Cato CTRL™ Threat Research: A Deep Dive into a New JSCEAL Infostealer Campaign

Cato CTRL™ Threat Research: A Deep Dive into a New JSCEAL Infostealer Campaign

JSCEAL, an information stealer targeting cryptocurrency application users, evolved in August 2025 to adopt a hardened C2 architecture with single-word domains, standardized .faro and .api subdomains, strict User‑Agent filtering and staged PDF gating to increase stealth. Cato observed the active campaign, noted a refactored PowerShell loader and modified build.zip stages, and reports that the Cato SASE Cloud Platform blocks JSCEAL C2 communication and prevents payload execution #JSCEAL #CatoSASE

Keypoints

  • August 2025 campaign replaced hyphenated multi-word C2 domains with single-word domains (e.g., emberstolight[.]com) and expanded TLD usage (.org, .link, .net, etc.).
  • Every new C2 domain exposes two standardized subdomains (.faro and .api), indicating automated, scalable provisioning and a predictable infrastructure pattern.
  • Operators implemented strict access controls: servers return HTTP 404 unless the request presents a PowerShell User‑Agent and then respond with a fake PDF to gate further payload retrieval.
  • Payload delivery is multi-stage: initial PDF verification followed by a request to the /script endpoint that returns the operational payload and then a modified build.zip containing Node files and native components.
  • The PowerShell loader was refactored to use a COM object for Windows Task Scheduler persistence, support multiple payload content types (bytes, JSON, MIME), and reference a single hard-coded domain to reduce fingerprinting.
  • Cato telemetry confirmed the infrastructure transition in August 2025 and shows Cato SASE Cloud (NGAM, IPS, XOps) automatically blocking C2 communications and PowerShell-based traffic before payload execution.

MITRE Techniques

  • [T1189 ] Drive-by Compromise – Initial access via malicious advertisements that redirected victims to crafted landing pages delivering MSI installers (‘malicious advertisements that redirected victims to crafted landing pages, ultimately delivering MSI installers used to launch the malware’).
  • [T1059.001 ] PowerShell – Loader and C2 communication implemented in PowerShell with refactored scripts and hard-coded API domain (‘$API = https://goldensecho.link’).
  • [T1071.001 ] Application Layer Protocol: Web Protocols – C2 communications over HTTP/S with strict User‑Agent checks to filter requests (‘Any HTTP request that does not present a PowerShell User-Agent receives an immediate HTTP 404 response’).
  • [T1053.005 ] Scheduled Task/Job: Scheduled Task – Persistence via interaction with Windows Task Scheduler using a COM object (‘$TaskService = New-Object -ComObject “Schedule.Service”$TaskService.Connect()’).
  • [T1105 ] Ingress Tool Transfer – Multi-stage payload retrieval and download of next-stage archive (build.zip) and components (‘build.zip containing: App.js Preload.js Winpty.dll winpty-agent.exe’).
  • [T1027 ] Obfuscated Files or Information – Refactoring and flexible payload handling to reduce static fingerprinting and hinder analysis (‘These changes make the loader more flexible and harder to fingerprint using simple static indicators’).

Indicators of Compromise

  • [Domains ] C2 infrastructure and examples of newly observed domains – emberstolight[.]com, goldensecho[.]link, and other 50+ domains listed in the report.
  • [Subdomains ] Standardized C2 subdomains used across domains – .faro, .api (consistent exposure across all new C2 domains).
  • [File Names ] Next-stage archive and internal files observed in build.zip – build.zip (container), App.js, winpty-agent.exe, and other Node/native files.
  • [Hashes ] Notable file hashes associated with observed stages – build.zip: 9615f60ea3cc1c65eb8fe6d77bb85fe6b455503193eab02310a873fccadd332e; PowerShell script: 72af070240c149cda4ad6b6ebb581af4285402d1e2d1ae77dbdb8db41cce3828 (and 2 more script hashes).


▶ [Exercise] Hand back every line from the beginning of the data below through the line containing "The width and", word for word and free of pictures.

▶ [Record extracts]
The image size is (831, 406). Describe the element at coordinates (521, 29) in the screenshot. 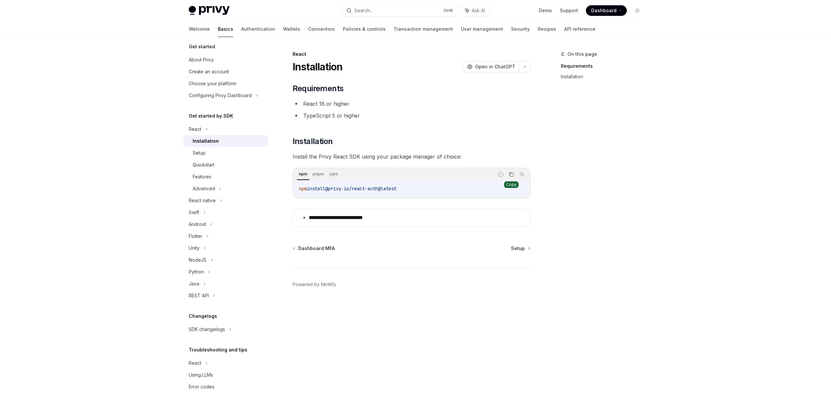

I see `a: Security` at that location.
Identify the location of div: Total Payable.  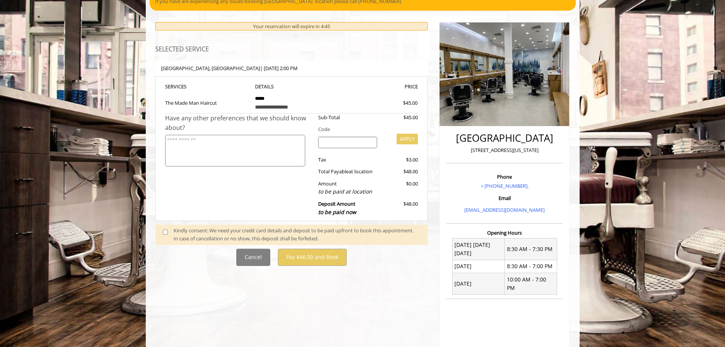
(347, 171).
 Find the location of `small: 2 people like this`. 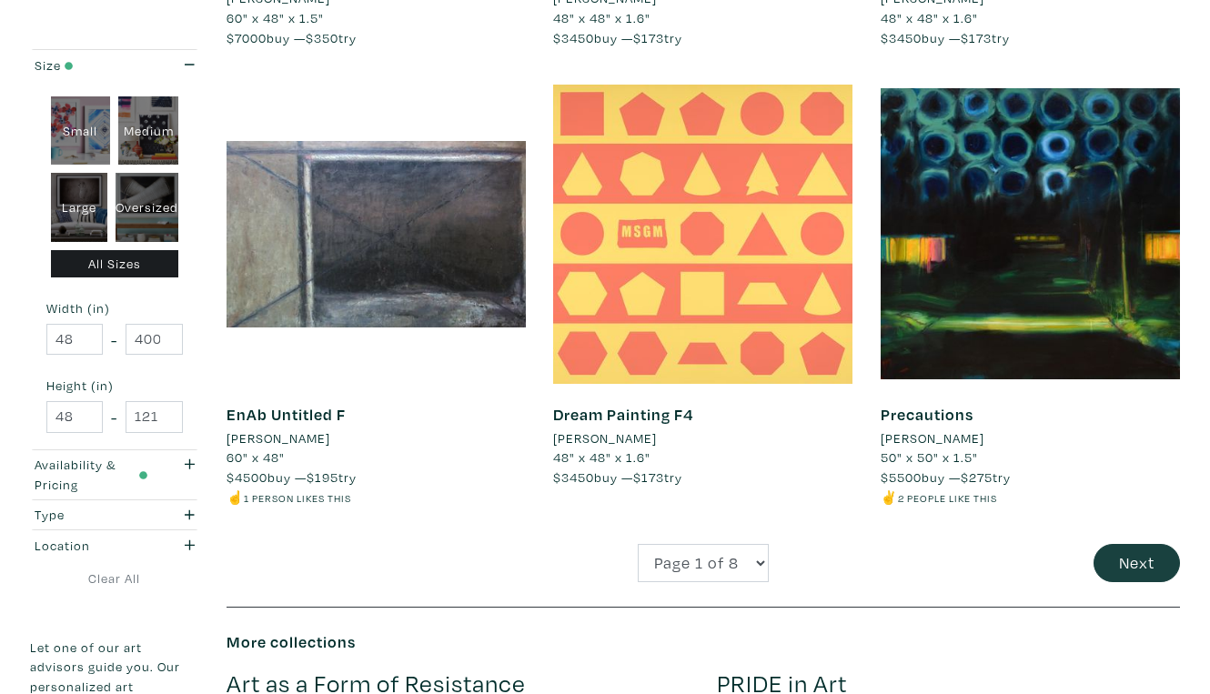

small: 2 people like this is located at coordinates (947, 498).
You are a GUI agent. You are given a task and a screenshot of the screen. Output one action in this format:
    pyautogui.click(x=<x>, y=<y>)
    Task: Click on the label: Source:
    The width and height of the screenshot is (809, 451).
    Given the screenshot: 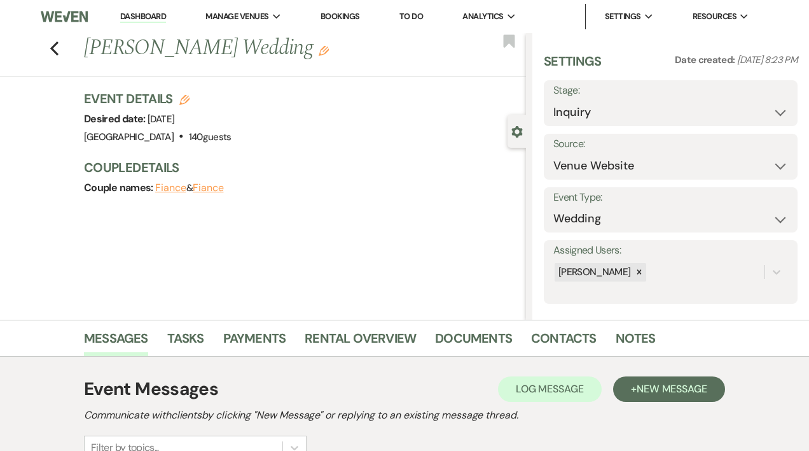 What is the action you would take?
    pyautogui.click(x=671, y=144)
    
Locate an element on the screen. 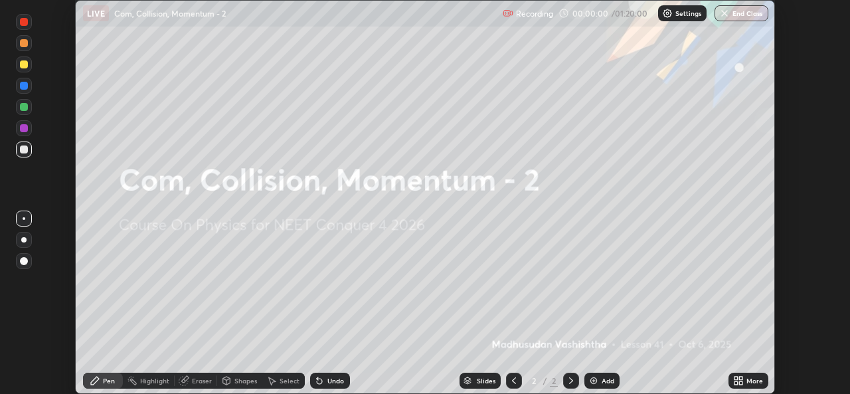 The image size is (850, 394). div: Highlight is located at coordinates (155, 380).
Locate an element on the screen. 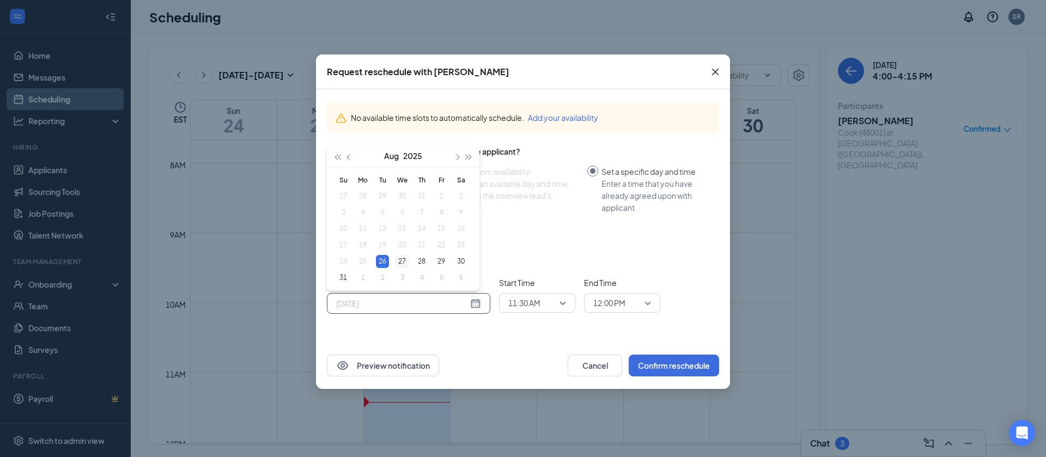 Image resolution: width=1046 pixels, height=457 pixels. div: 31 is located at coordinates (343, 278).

▶ [Result]
The image size is (831, 406). Describe the element at coordinates (521, 29) in the screenshot. 

I see `a: Security` at that location.
Identify the location of div: Total Payable.  
(347, 171).
 Find the location of `small: 2 people like this`. 

small: 2 people like this is located at coordinates (947, 498).
You are a GUI agent. You are given a task and a screenshot of the screen. Output one action in this format:
    pyautogui.click(x=<x>, y=<y>)
    Task: Click on the label: Source:
    The width and height of the screenshot is (809, 451).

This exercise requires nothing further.